The three winners will share $1.5 million.
"Today's award is for deep conceptual theory. It's not highly practical in itself, but it builds the foundation for so much," said Al Roth, a Harvard University economist who has built on the trio's work to construct systems that allocate donated kidneys among those who need transplants and match medical students to residency programs.
Regarded as the father of the field known as "mechanism design theory," Mr. Hurwicz tackled a problem that the field of economics didn't traditionally consider: When markets don't allocate resources efficiently, or at all, what sort of allocation mechanisms can be created that will do so?
In textbooks, Adam Smith's invisible hand matches buyers with sellers equally. A million potato farmers will find a million potato eaters and will sell their goods for the maximum that buyers are willing to pay. In the real world, buyers and sellers can't find each other, or one buyer tries to corner the market, or the government grows the potatoes. Mechanism design theory addresses what happens when buyers and sellers keep private information about how they value a good or service.

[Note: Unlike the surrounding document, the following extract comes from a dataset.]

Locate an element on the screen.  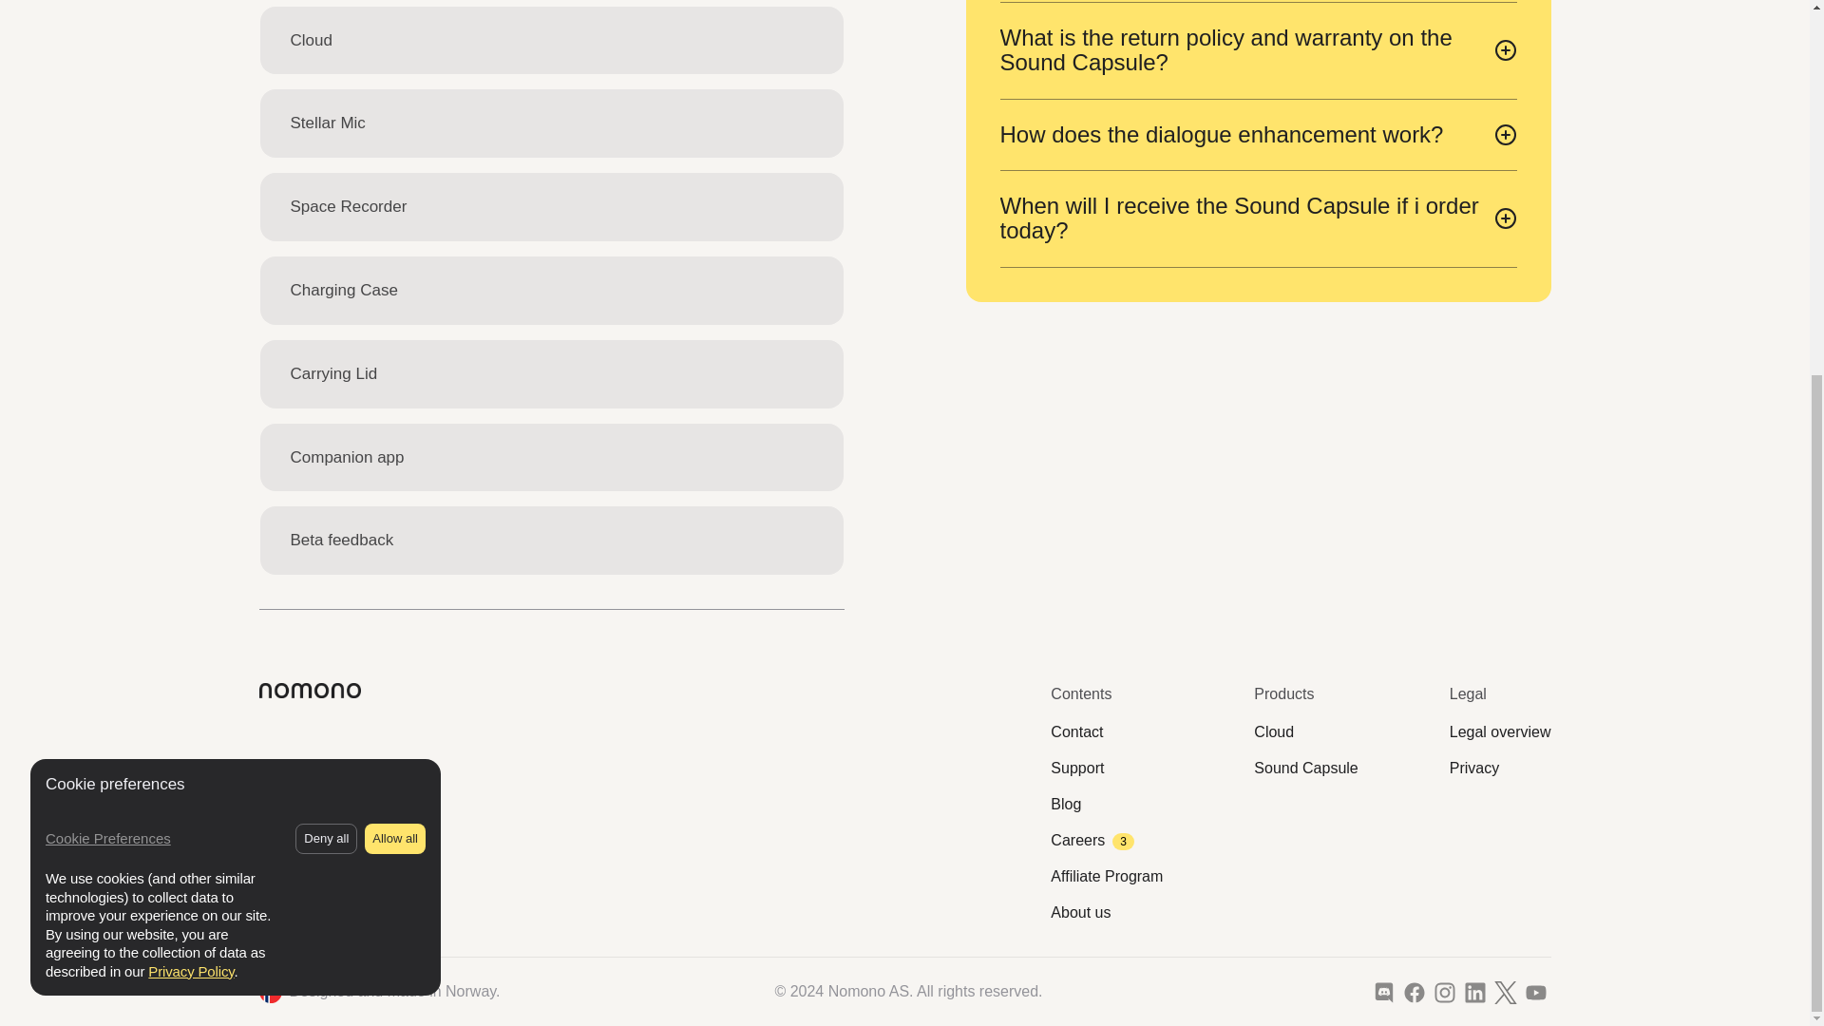
Careers is located at coordinates (1093, 841).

Mr. Hurwicz, born in Moscow, began developing theories that show when markets aren't capable of operating efficiently -- and to measure what type of mechanism would work best. "Leo Hurwicz made the breakthrough that the key part of the problem is that people don't have incentives to share information" about the price at which they are willing to buy or sell, said Mr. Myerson, who studied Mr. Hurwicz's work as a Harvard graduate student.

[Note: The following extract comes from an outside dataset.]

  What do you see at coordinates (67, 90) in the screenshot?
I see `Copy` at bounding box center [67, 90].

Messrs. Myerson and Maskin built on Mr. Hurwicz's work by finding a way to mathematically represent certain types of allocation mechanisms. That allows economists to easily compare different models for selling goods. "It becomes a graduate-student-level problem," said Mr. Myerson.
Mechanism design theory is critical to building and to successfully bidding in auctions. In the 1990s, the Federal Communications Commission hired two Stanford University experts in the field to consult on revamping its method of auctioning off radio spectrum. "You wouldn't really say that the material has helped with the design of these things, but it's helped in the way of thinking through the issues," said Paul Klemperer, an economist at the University of Oxford who advised the British government on its sale of third-generation wireless spectrum.
Jeffrey Lacker, president of the Federal Reserve Bank of Richmond, said mechanism design theory offers insight into what happened in financial markets this summer. It "takes very seriously the informational constraints that people operate under," he said. The way that investors responded during the crisis suggests that a shortage of information was a bigger problem for the market than a lack of liquidity. That conclusion is "consistent with the lack of use we've seen in the discount window," the Fed's program for lending directly to banks.
"I supported the discount-rate reduction, and I think it was the right thing to do," Mr. Lacker said. However, "if liquidity was the problem, we would have seen more use of the discount window."
"Mechanism design formalizes ways of thinking about how a social planner, manager or parent can set up rules so that all parties involved have the incentives to act in the way that the planner/manager/parent prefers," economist and author Steven Levitt said on his Freakonomics blog.
The three winners will share $1.5 million.